Richard Mille's New Ferrari Watch Collab Is a $1.3 Million Masterpiece with Maranello Touches
For its first watch partnership with Ferrari in 2022, watchmaker Richard Mille created the stunning, 1.75-mm thin UP-01. While the UP shocked FBO lounges worldwide with its wafer-like profile, the timepiece's automotive aspect was limited to the Prancing Horse logo on the corner of the face. Richard Mille's second Ferrari timepiece, the just-announced RM 43-01 Ferrari, has the familiar curved-tank form-factor of other RM watches, but the collaboration goes much deeper here. This tourbillon rattrapante chronograph is an automotive watch through and through.
To parse all that: this watch has a stopwatch function (chronograph) with an additional hand capable of timing two events that start at the same time, such as lap splits (rattrapante), and it has a cage (tourbillon) to keep the timing exceedingly accurate.
Many Ferrari hallmarks are visible in this skeletonized watch, and indeed, Ferrari chief design officer Flavio Manzoni was intimately involved in the design. Among the watch's 514 parts are a minute-counter bridge that looks like the end of a Ferrari engine's crankcase; pusher buttons that look like the SF90's rounded-rectangle taillights; indented offsets in the strap that mimic the nose of the 488 challenge car, and X-shaped braces on many components that recall structural crankcase and engine bracing.
"True luxury is when the client feels like you took everything you the limit," Alex Mille, son of Richard and company brand director, said of the collaboration. "We are natural partners with Ferrari because neither of us compromises on anything.'
Richard Mille will make just 150 examples of the 43-01, 75 in titanium and 75 in a case made of 600 compressed plies of carbon fiber. (It looks like a piece of charcoal, yet is somehow glorious.) The price for the titanium watch is $1.3 million, and the carbon fiber timepiece sells for $1.535 million. So it's safe to say the 43-01 is shocking in its own fashion.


→ **Exercise brief**
Return the lines below that contain the word "Avant".

(Records excerpted from a collection)
"""
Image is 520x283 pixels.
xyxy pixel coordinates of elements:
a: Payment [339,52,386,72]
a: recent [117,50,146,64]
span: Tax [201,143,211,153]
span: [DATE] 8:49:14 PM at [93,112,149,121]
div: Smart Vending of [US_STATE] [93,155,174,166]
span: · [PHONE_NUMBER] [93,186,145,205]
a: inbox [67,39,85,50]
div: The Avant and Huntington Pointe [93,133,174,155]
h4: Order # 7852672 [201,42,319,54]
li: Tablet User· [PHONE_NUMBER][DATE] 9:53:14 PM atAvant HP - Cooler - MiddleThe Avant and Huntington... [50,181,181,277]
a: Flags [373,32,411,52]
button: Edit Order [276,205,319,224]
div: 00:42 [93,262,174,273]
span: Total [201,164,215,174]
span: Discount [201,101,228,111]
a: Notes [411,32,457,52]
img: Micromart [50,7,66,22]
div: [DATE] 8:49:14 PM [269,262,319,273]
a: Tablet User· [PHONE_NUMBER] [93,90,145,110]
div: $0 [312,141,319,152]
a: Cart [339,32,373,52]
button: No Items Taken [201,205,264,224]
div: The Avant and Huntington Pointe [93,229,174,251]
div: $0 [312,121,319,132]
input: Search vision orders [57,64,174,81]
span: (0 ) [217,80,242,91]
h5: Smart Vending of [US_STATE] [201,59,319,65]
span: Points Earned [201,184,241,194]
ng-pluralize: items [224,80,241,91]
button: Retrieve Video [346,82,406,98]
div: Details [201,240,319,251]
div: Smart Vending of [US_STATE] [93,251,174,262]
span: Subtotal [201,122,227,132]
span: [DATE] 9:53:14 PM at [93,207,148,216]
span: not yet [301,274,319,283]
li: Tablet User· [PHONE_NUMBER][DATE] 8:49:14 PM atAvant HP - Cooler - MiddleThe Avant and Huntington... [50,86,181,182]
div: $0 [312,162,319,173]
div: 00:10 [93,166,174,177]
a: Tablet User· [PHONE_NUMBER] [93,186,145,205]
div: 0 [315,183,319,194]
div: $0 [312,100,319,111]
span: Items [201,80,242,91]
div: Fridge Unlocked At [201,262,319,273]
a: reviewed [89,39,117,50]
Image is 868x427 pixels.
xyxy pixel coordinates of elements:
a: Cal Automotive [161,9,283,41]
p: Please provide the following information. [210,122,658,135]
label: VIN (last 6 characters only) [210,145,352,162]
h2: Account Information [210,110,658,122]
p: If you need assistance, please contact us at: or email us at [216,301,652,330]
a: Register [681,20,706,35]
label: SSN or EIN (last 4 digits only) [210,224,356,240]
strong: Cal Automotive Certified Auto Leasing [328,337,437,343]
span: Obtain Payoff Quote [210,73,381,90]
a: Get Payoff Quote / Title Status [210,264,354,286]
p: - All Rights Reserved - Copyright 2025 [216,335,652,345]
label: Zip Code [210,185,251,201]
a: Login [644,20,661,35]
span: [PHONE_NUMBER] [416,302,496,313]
"""
→ **Exercise solution**
div: The Avant and Huntington Pointe [93,133,174,155]
li: Tablet User· [PHONE_NUMBER][DATE] 9:53:14 PM atAvant HP - Cooler - MiddleThe Avant and Huntington... [50,181,181,277]
div: The Avant and Huntington Pointe [93,229,174,251]
li: Tablet User· [PHONE_NUMBER][DATE] 8:49:14 PM atAvant HP - Cooler - MiddleThe Avant and Huntington... [50,86,181,182]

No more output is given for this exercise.